Prime Minister Benjamin Netanyahu has stated that Israel intends to expand its upcoming military attack in Muwasi, one of the densely populated regions of Gaza. Israel may be using the threat to compel Hamas into releasing more hostages taken in the October 7, 2023, attack that started the war, but the deployment of forces is anticipated to take weeks.
Hostage families worry that the upcoming offensive puts the 50 captives who are still in Gaza—of whom only 20 are believed to be alive—in much greater danger. The recent revelation of footage depicting malnourished detainees speaking under pressure and begging for food and assistance appalled them and other Israelis.
Israelis were invited into the streets on Sunday by a group that represents the families. According to a statement, hundreds of citizen-led projects nationwide would stop their regular activities to support the most moral and right cause: the fight to free all 50 hostages.
Levels of malnutrition and starvation in Gaza are at their highest since the start of the conflict, the UN warns. As illnesses grow, Palestinians are drinking tainted water, and some Israeli officials are still publicly discussing the large-scale exodus from Gaza.
The territory’s Health Ministry reported on Saturday that 11 more deaths in Gaza were caused by malnutrition in the last 24 hours, one of whom was a kid. This raises the number of wartime deaths from hunger to 251.
With Israeli restrictions and pressure from hungry Palestinian crowds, the U.N. and its partners say it is still very difficult to deliver supplies into the territory of more than 2 million people and then on to distribution stations.
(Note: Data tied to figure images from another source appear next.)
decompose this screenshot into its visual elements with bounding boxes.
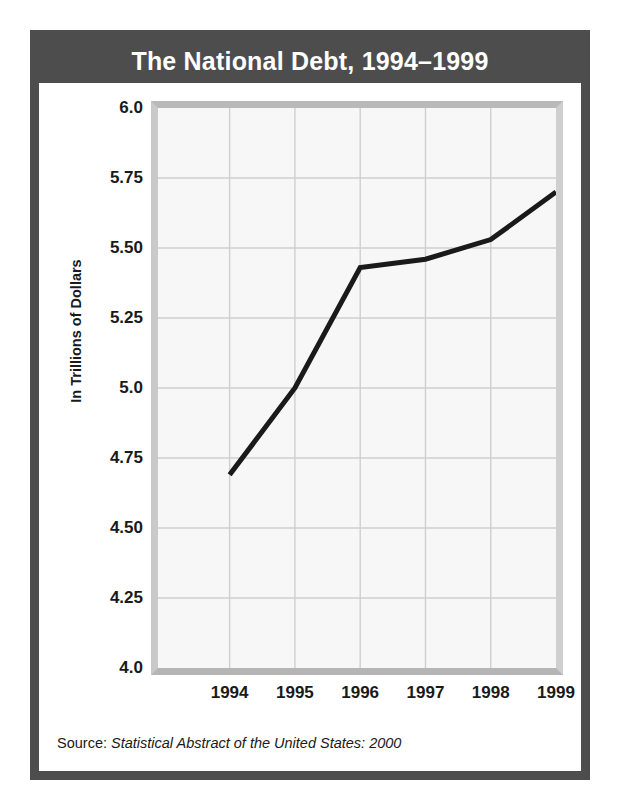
- y-axis-tick-4.25: 4.25: [110, 588, 143, 608]
- y-axis-tick-labels: 4.04.254.504.755.05.255.505.756.0: [67, 83, 143, 771]
- y-axis-tick-4.0: 4.0: [119, 658, 143, 678]
- y-axis-tick-6.0: 6.0: [119, 98, 143, 118]
- x-axis-tick-1995: 1995: [276, 683, 314, 703]
- y-axis-tick-4.50: 4.50: [110, 518, 143, 538]
- x-axis-tick-1999: 1999: [537, 683, 575, 703]
- y-axis-tick-5.0: 5.0: [119, 378, 143, 398]
- y-axis-tick-5.75: 5.75: [110, 168, 143, 188]
- chart-figure: The National Debt, 1994–1999 In Trillion…: [30, 30, 590, 780]
- source-prefix: Source:: [57, 735, 111, 751]
- x-axis-tick-1996: 1996: [341, 683, 379, 703]
- y-axis-tick-5.25: 5.25: [110, 308, 143, 328]
- y-axis-tick-5.50: 5.50: [110, 238, 143, 258]
- plot-area: [158, 108, 556, 668]
- x-axis-tick-1994: 1994: [211, 683, 249, 703]
- plot-frame: [151, 101, 563, 675]
- source-reference: Statistical Abstract of the United State…: [111, 735, 401, 751]
- chart-title-bar: The National Debt, 1994–1999: [39, 39, 581, 83]
- page-title: The National Debt, 1994–1999: [131, 47, 488, 76]
- source-note: Source: Statistical Abstract of the Unit…: [57, 735, 401, 751]
- x-axis-tick-1998: 1998: [472, 683, 510, 703]
- chart-plot-svg: [158, 108, 556, 668]
- chart-body: In Trillions of Dollars 4.04.254.504.755…: [39, 83, 581, 771]
- y-axis-tick-4.75: 4.75: [110, 448, 143, 468]
- x-axis-tick-1997: 1997: [407, 683, 445, 703]
- x-axis-tick-labels: 199419951996199719981999: [151, 683, 563, 713]
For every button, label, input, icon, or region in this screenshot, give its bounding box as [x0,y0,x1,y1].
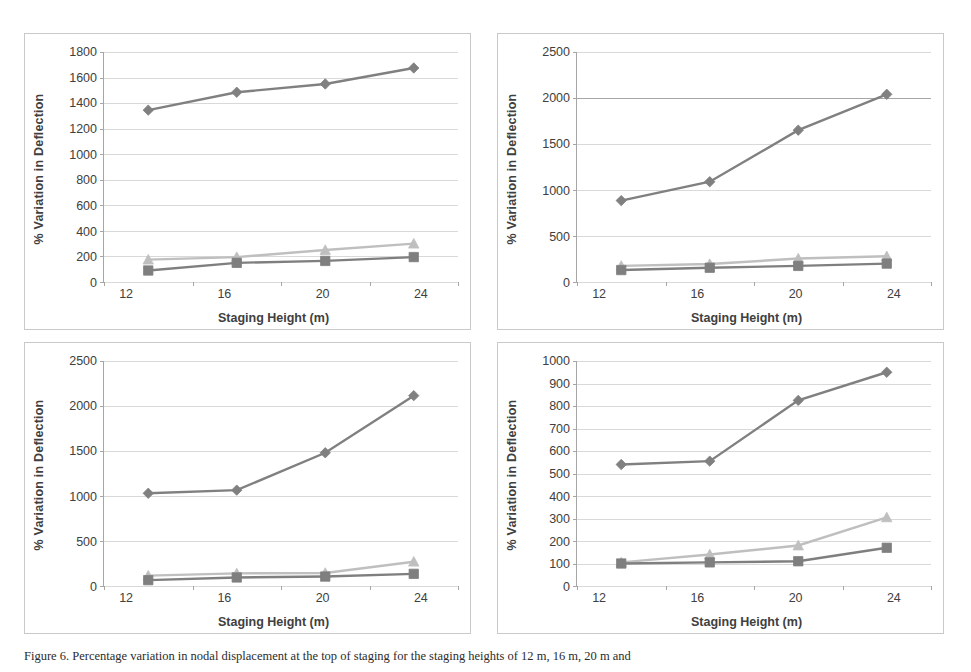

Between May 27 and Wednesday, at least 1,760 individuals were killed while trying to get relief, according to the U.N. human rights office. It claims that 766 people were killed along supply convoy routes and 994 people were killed near non-UN-militarized areas. This is a reference to the Gaza Humanitarian Foundation, which has been the main distributor of aid in Gaza since May and is supported by both the United States and Israel.
In 2023, an attack led by Hamas killed almost 1,200 people in Israel. The Health Ministry reports that Israel’s retaliatory attack has killed 61,897 individuals in Gaza, with about half of those dead being women and children. The ministry does not disclose how many of the deaths were militants or civilians.
The ministry employs medical experts and is a part of the Hamas-run government. It is regarded as the most trustworthy source of casualties by the U.N. and independent experts. Israel denies its numbers but hasn’t offered any of its own.